Once the October War was over, Sadat’s Egypt continued to break with the Nasser era in the field of foreign policy. After the signing of the Egypt-Israel Peace Treaty of 26 March 1979, Egypt cut loose from its Arab alliances and chose to throw its lot in the American orbit. As a result, new power centres emerged within the Arab world that have been competing ever since. To make matters worse, Israel is still building settlements in the West Bank and is still occupying the Syrian Golan Heights. The promise of a just, comprehensive and lasting peace in the Middle East has remained elusive.

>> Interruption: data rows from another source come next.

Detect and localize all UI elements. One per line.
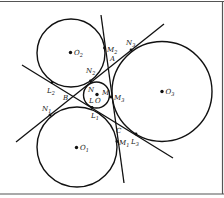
point-l2 (51, 81, 54, 84)
point-m3 (110, 96, 113, 99)
label-n1: N1 (41, 105, 51, 114)
label-l: L (88, 97, 94, 105)
geometry-diagram: O2 O3 O1 O A B C N M L M2 N3 N2 L2 M3 N1… (0, 0, 224, 198)
point-m2 (103, 47, 106, 50)
point-n1 (49, 114, 52, 117)
center-dot-o3 (160, 90, 163, 93)
point-l3 (135, 133, 138, 136)
center-dot-o1 (75, 146, 78, 149)
label-n3: N3 (125, 39, 135, 48)
label-o2: O2 (74, 49, 83, 58)
point-n3 (130, 49, 133, 52)
label-m2: M2 (106, 46, 117, 55)
label-o3: O3 (166, 88, 175, 97)
label-b: B (62, 94, 68, 102)
label-m3: M3 (113, 94, 124, 103)
label-a: A (109, 55, 115, 63)
point-n2 (89, 80, 92, 83)
label-m: M (101, 89, 110, 97)
center-dot-o (95, 93, 98, 96)
label-m1: M1 (118, 139, 129, 148)
center-dot-o2 (69, 51, 72, 54)
label-c: C (116, 127, 122, 135)
label-l2: L2 (46, 87, 55, 96)
point-m1 (116, 140, 119, 143)
point-l1 (91, 106, 94, 109)
label-o1: O1 (80, 144, 89, 153)
label-o: O (95, 97, 101, 105)
label-n: N (87, 86, 95, 94)
label-n2: N2 (85, 67, 95, 76)
label-l3: L3 (130, 138, 139, 147)
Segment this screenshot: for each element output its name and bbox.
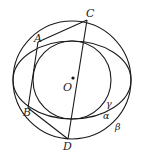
segment-AC [38, 20, 87, 42]
center-point-O [71, 76, 74, 79]
outer-circle-beta [13, 21, 131, 139]
label-A: A [33, 32, 42, 45]
inner-circle-gamma [33, 41, 111, 119]
label-gamma: γ [106, 98, 112, 109]
label-C: C [86, 7, 95, 20]
segment-CD [68, 20, 87, 139]
label-beta: β [114, 121, 121, 132]
label-D: D [62, 140, 72, 153]
label-alpha: α [103, 110, 110, 121]
label-O: O [63, 81, 72, 94]
segment-AB [28, 42, 38, 108]
label-B: B [22, 106, 31, 119]
geometry-diagram: C A B D O γ α β [0, 0, 143, 160]
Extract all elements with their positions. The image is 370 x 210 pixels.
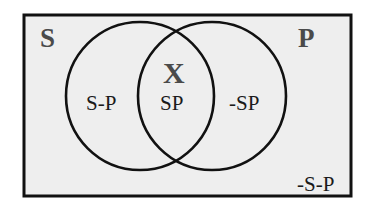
set-p-label: P xyxy=(298,25,315,52)
existence-mark-x: X xyxy=(163,58,185,88)
set-s-label: S xyxy=(40,25,55,52)
venn-diagram: S P X S-P SP -SP -S-P xyxy=(0,0,370,210)
region-s-only-label: S-P xyxy=(86,93,116,114)
region-p-only-label: -SP xyxy=(229,93,259,114)
region-outside-label: -S-P xyxy=(297,174,334,195)
region-intersection-label: SP xyxy=(160,93,183,114)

According to the personal memoirs of Mahmoud Riad, Egypt’s former foreign minister during the Israeli aggression of 1967, the United States had approached Egypt in 1968 and offered the restitution of Sinai, totally, to Egypt, in return for Egyptian disengagement from the Arab-Israeli conflict as well as the Palestinian problem. When outlined to President Nasser, he declined, stressing that Sinai would be liberated by force. He added that Egypt could not possibly regain Sinai and leave other Arab territories under Israeli occupation. What was implicit in Nasser’s position was that Egypt is always stronger with active engagement with Arab powers, and much weaker and less free and independent if it decides to live within its frontiers.

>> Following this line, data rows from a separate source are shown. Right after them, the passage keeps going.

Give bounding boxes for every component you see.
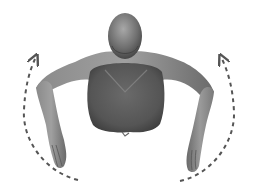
exercise-illustration: Figure bent forward with arms hanging, d… bbox=[0, 0, 261, 193]
torso bbox=[87, 63, 164, 136]
head bbox=[108, 13, 142, 59]
illustration-svg bbox=[0, 0, 261, 193]
left-arm bbox=[36, 81, 66, 168]
right-arm bbox=[187, 87, 214, 172]
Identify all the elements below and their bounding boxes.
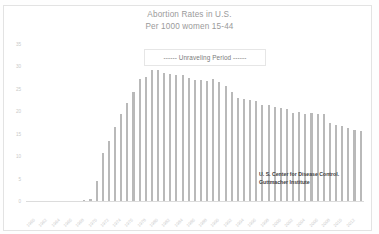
bar [329,123,331,201]
y-axis-tick: 15 [16,131,21,136]
x-axis-tick: 1964 [50,218,60,228]
x-axis-tick: 1994 [234,218,244,228]
x-axis-tick: 1992 [222,218,232,228]
bar [139,79,141,201]
bar [255,101,257,201]
y-axis-tick: 0 [18,199,21,204]
bar [274,107,276,201]
bar [280,108,282,201]
x-axis-tick: 1998 [259,218,269,228]
y-axis-tick: 35 [16,42,21,47]
x-axis-tick: 1970 [87,218,97,228]
bar [231,92,233,201]
bar [353,130,355,201]
bar [132,92,134,201]
x-axis-tick: 1984 [173,218,183,228]
bar [114,127,116,201]
bar [126,103,128,201]
bar [292,113,294,201]
x-axis-tick: 1990 [210,218,220,228]
bar [298,112,300,201]
bar [182,75,184,201]
x-axis-tick: 2002 [284,218,294,228]
x-axis-tick: 2006 [308,218,318,228]
bar [286,109,288,201]
bar [360,131,362,201]
bar [188,78,190,201]
bar [157,70,159,201]
bar [261,105,263,201]
x-axis-tick: 2004 [296,218,306,228]
bar [237,98,239,201]
bar [151,70,153,201]
bar [120,114,122,201]
x-axis-tick: 1980 [148,218,158,228]
x-axis-tick: 2012 [345,218,355,228]
bar [145,77,147,201]
source-attribution: U. S. Center for Disease Control. Guttma… [259,171,371,186]
bar [108,141,110,201]
bar [347,128,349,201]
x-axis-tick: 2000 [271,218,281,228]
bar [206,81,208,201]
x-axis-tick: 1962 [38,218,48,228]
y-axis: 35302520151050 [0,44,24,201]
x-axis-tick: 1976 [124,218,134,228]
x-axis-tick: 1968 [75,218,85,228]
source-line-cdc: U. S. Center for Disease Control. [259,171,371,179]
bar [169,74,171,201]
x-axis-tick: 1966 [62,218,72,228]
bar [212,79,214,201]
bar [317,114,319,201]
bar [194,80,196,201]
bar [96,181,98,201]
y-axis-tick: 20 [16,109,21,114]
x-axis-tick: 1972 [99,218,109,228]
unraveling-period-annotation: ------ Unraveling Period ------ [144,49,266,66]
bar [225,86,227,201]
y-axis-tick: 10 [16,154,21,159]
bar [310,113,312,201]
x-axis-tick: 1960 [26,218,36,228]
screenshot-root: Abortion Rates in U.S. Per 1000 women 15… [0,0,379,234]
bar [243,99,245,201]
x-axis-tick: 1996 [247,218,257,228]
bar [268,105,270,201]
y-axis-tick: 25 [16,86,21,91]
bar [304,114,306,201]
bar [200,80,202,201]
x-axis-tick: 2008 [321,218,331,228]
bar [249,100,251,201]
bar [323,114,325,201]
bar [341,126,343,201]
bar [163,73,165,201]
x-axis: 1960196219641966196819701972197419761978… [26,202,364,230]
x-axis-tick: 2010 [333,218,343,228]
unraveling-period-label: ------ Unraveling Period ------ [164,54,247,61]
y-axis-tick: 30 [16,64,21,69]
x-axis-tick: 1982 [161,218,171,228]
x-axis-tick: 1974 [112,218,122,228]
y-axis-tick: 5 [18,176,21,181]
bar [335,125,337,201]
x-axis-tick: 1988 [198,218,208,228]
bar [175,75,177,201]
bar [102,153,104,201]
x-axis-tick: 1978 [136,218,146,228]
bar [218,82,220,201]
x-axis-tick: 1986 [185,218,195,228]
source-line-guttmacher: Guttmacher Institute [259,179,371,187]
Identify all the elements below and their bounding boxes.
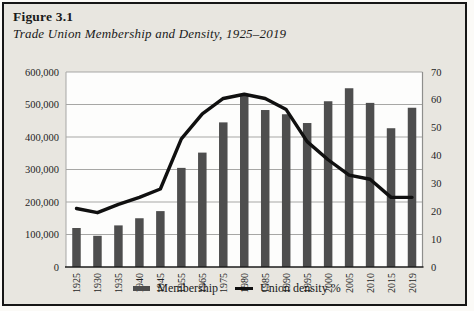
svg-text:300,000: 300,000 (25, 164, 59, 175)
left-axis-labels: 0100,000200,000300,000400,000500,000600,… (25, 67, 59, 273)
membership-bar-swatch-icon (133, 286, 150, 291)
svg-text:10: 10 (431, 234, 442, 245)
svg-text:70: 70 (431, 67, 442, 78)
density-legend-label: Union density % (260, 281, 341, 295)
svg-text:400,000: 400,000 (25, 132, 59, 143)
right-axis-labels: 010203040506070 (431, 67, 442, 273)
svg-text:0: 0 (54, 262, 59, 273)
svg-text:30: 30 (431, 178, 442, 189)
svg-text:40: 40 (431, 150, 442, 161)
membership-legend-label: Membership (157, 281, 218, 295)
chart-canvas: 0100,000200,000300,000400,000500,000600,… (4, 4, 470, 304)
svg-text:500,000: 500,000 (25, 99, 59, 110)
svg-text:200,000: 200,000 (25, 197, 59, 208)
density-line-swatch-icon (235, 287, 253, 291)
svg-text:100,000: 100,000 (25, 229, 59, 240)
svg-text:0: 0 (431, 262, 436, 273)
chart-legend: Membership Union density % (4, 281, 470, 295)
svg-text:20: 20 (431, 206, 442, 217)
svg-text:60: 60 (431, 94, 442, 105)
svg-text:600,000: 600,000 (25, 67, 59, 78)
svg-text:50: 50 (431, 122, 442, 133)
figure-box: Figure 3.1 Trade Union Membership and De… (2, 2, 467, 306)
page: Figure 3.1 Trade Union Membership and De… (0, 0, 474, 311)
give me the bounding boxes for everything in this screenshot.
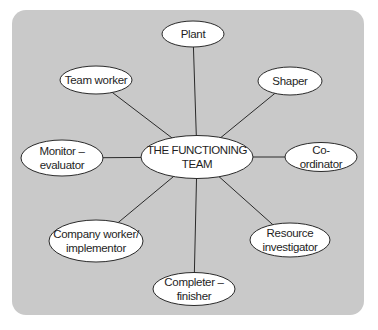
node-co-ordinator-label: Co-ordinator <box>293 143 350 171</box>
node-resource-investigator-label: Resource investigator <box>262 226 317 254</box>
center-node-label: THE FUNCTIONING TEAM <box>147 143 247 171</box>
node-plant-label: Plant <box>181 27 206 41</box>
node-completer-finisher-label: Completer – finisher <box>164 275 223 303</box>
node-shaper-label: Shaper <box>272 74 307 88</box>
node-company-worker-implementor-label: Company worker/ implementor <box>53 227 139 255</box>
node-monitor-evaluator-label: Monitor – evaluator <box>39 144 84 172</box>
node-team-worker-label: Team worker <box>65 73 128 87</box>
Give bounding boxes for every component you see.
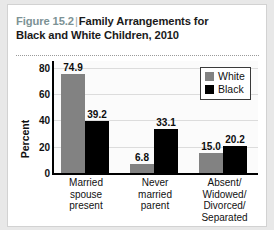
x-label-absent-widowed-divorced-separated-line-3: Divorced/ — [191, 200, 258, 212]
bar-white-never-married-parent[interactable]: 6.8 — [130, 164, 154, 173]
x-label-never-married-parent: Never married parent — [122, 177, 188, 212]
plot-area: 74.9 39.2 6.8 33.1 15.0 20.2 — [53, 61, 258, 173]
figure-card: Figure 15.2|Family Arrangements for Blac… — [7, 4, 267, 227]
bar-group-married-spouse-present: 74.9 39.2 — [61, 61, 109, 173]
legend-swatch-white-icon — [205, 72, 214, 81]
y-axis-ticks: 0 20 40 60 80 — [28, 61, 50, 173]
x-label-absent-widowed-divorced-separated-line-4: Separated — [191, 212, 258, 224]
x-label-absent-widowed-divorced-separated-line-2: Widowed/ — [191, 189, 258, 201]
x-axis-labels: Married spouse present Never married par… — [53, 177, 258, 227]
bar-black-never-married-parent[interactable]: 33.1 — [154, 129, 178, 173]
y-axis-line — [52, 61, 54, 173]
bar-value-white-never-married-parent: 6.8 — [135, 152, 149, 163]
x-label-married-spouse-present-line-3: present — [53, 200, 119, 212]
bar-black-married-spouse-present[interactable]: 39.2 — [85, 121, 109, 173]
title-divider — [16, 55, 260, 56]
bar-value-white-absent-widowed-divorced-separated: 15.0 — [201, 141, 220, 152]
x-label-married-spouse-present-line-1: Married — [53, 177, 119, 189]
bar-black-absent-widowed-divorced-separated[interactable]: 20.2 — [223, 146, 247, 173]
legend-item-black[interactable]: Black — [205, 83, 245, 96]
legend-item-white[interactable]: White — [205, 70, 245, 83]
y-tick-20: 20 — [28, 141, 50, 152]
x-label-absent-widowed-divorced-separated-line-1: Absent/ — [191, 177, 258, 189]
figure-title-line-1: Figure 15.2|Family Arrangements for — [16, 14, 260, 28]
figure-title: Figure 15.2|Family Arrangements for Blac… — [16, 14, 260, 42]
legend-label-white: White — [218, 70, 245, 83]
figure-title-line-2: Black and White Children, 2010 — [16, 28, 260, 42]
figure-number: Figure 15.2 — [16, 15, 74, 27]
bar-white-married-spouse-present[interactable]: 74.9 — [61, 74, 85, 173]
bar-group-never-married-parent: 6.8 33.1 — [130, 61, 178, 173]
figure-title-text-1: Family Arrangements for — [79, 15, 209, 27]
y-tick-0: 0 — [28, 168, 50, 179]
y-tick-60: 60 — [28, 88, 50, 99]
x-label-never-married-parent-line-1: Never — [122, 177, 188, 189]
bar-white-absent-widowed-divorced-separated[interactable]: 15.0 — [199, 153, 223, 173]
x-label-married-spouse-present-line-2: spouse — [53, 189, 119, 201]
y-tick-80: 80 — [28, 62, 50, 73]
bar-value-black-absent-widowed-divorced-separated: 20.2 — [225, 134, 244, 145]
x-label-never-married-parent-line-3: parent — [122, 200, 188, 212]
y-tick-40: 40 — [28, 115, 50, 126]
bar-value-black-never-married-parent: 33.1 — [156, 117, 175, 128]
legend-swatch-black-icon — [205, 85, 214, 94]
bar-value-black-married-spouse-present: 39.2 — [87, 109, 106, 120]
x-label-absent-widowed-divorced-separated: Absent/ Widowed/ Divorced/ Separated — [191, 177, 258, 223]
x-axis-line — [52, 173, 258, 175]
chart-legend: White Black — [200, 67, 251, 100]
x-label-never-married-parent-line-2: married — [122, 189, 188, 201]
x-label-married-spouse-present: Married spouse present — [53, 177, 119, 212]
legend-label-black: Black — [218, 83, 244, 96]
bar-chart: Percent 0 20 40 60 80 74.9 39.2 — [8, 61, 267, 227]
bar-value-white-married-spouse-present: 74.9 — [63, 62, 82, 73]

During the last 47 years, Egypt has dramatically changed course from that followed under president Nasser. This change of course entailed new political alliances within Egypt and outside that have not delivered. On the contrary, these domestic and foreign alliances have made Egypt weak economically, dependent on American and foreign assistance with mushrooming domestic and foreign debts that have reached the astronomical figure of four trillion Egyptian pounds. Also, the role of Egypt as balancer and the Arab and regional countervailing power against regional behemoths Israel, Turkey and Iran, has been disastrously curtailed to the strategic disadvantage of Egyptian national and vital interests.

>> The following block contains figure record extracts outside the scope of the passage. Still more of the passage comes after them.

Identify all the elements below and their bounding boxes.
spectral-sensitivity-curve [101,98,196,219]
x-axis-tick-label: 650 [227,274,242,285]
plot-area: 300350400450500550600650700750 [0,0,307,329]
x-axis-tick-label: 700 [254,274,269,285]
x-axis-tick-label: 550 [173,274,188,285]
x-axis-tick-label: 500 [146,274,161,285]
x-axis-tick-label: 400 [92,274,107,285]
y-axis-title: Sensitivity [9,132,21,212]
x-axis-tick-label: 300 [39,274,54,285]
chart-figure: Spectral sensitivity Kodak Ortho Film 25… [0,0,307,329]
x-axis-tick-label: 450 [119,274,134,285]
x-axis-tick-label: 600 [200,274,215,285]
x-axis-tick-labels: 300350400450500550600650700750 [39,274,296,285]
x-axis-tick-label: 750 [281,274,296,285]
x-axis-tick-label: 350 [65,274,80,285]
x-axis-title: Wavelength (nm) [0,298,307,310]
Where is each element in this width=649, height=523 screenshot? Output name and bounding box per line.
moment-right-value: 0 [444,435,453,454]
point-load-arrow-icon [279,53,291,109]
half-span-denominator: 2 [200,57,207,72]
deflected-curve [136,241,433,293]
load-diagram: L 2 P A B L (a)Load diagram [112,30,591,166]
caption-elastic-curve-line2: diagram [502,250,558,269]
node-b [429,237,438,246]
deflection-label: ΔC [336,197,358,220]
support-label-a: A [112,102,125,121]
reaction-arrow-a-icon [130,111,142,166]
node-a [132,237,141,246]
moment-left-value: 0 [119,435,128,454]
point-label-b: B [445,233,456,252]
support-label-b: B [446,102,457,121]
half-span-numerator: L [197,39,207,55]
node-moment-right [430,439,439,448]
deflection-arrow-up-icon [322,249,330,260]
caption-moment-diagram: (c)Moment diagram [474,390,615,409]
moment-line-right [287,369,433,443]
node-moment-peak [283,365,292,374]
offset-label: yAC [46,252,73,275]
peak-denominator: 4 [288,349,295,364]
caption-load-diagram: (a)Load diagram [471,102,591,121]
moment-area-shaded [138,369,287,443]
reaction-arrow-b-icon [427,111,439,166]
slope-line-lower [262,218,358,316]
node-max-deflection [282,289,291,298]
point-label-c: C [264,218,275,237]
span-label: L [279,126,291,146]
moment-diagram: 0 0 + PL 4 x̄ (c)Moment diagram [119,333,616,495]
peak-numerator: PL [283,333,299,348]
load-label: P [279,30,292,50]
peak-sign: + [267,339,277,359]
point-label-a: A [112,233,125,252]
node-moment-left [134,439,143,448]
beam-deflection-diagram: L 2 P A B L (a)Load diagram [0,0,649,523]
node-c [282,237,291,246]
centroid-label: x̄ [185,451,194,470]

In commemorating the 47th anniversary of the departure of president Gamal Abdel- Nasser, it behooves us to reflect on the distances covered since, and draw the proper conclusions to steer Egypt on the path of the ideals of good governance that inspired president Nasser.

Undoubtedly, president Nasser will remain a source of inspiration for many generations to come, despite fierce and ruthless attacks that have been unleashed to target his person and his heritage. Such attacks, masterminded by the Egyptian right and extreme right (the latter embodied by political Islam), and the two in alliance, aim to keep Egypt in the throes of crony capitalism that has led Egypt nowhere.

And before concluding, I would like to emphasise that the popular demonstrations that erupted 10 June 1967 after president Nasser announced on TV that he would step down were not orchestrated by the government, nor by the Socialist Union. At the time, I was a young commanding officer in the Socialist Youth Organisation. We had been mobilised on the streets of Cairo, and everywhere in Egypt, carrying weapons to defend the country against any possible Israeli advance towards the capital. We were taken by surprise by the outpouring of popular support to president Nasser. I write this testimony because a former foreign minister has just published his personal memoirs in which he claimed that these demonstrations were premeditated — a claim that runs counter to the facts as I personally witnessed them.

Rest in peace, dear president Nasser. You will always be in our hearts.

*The writer is former assistant to the foreign minister.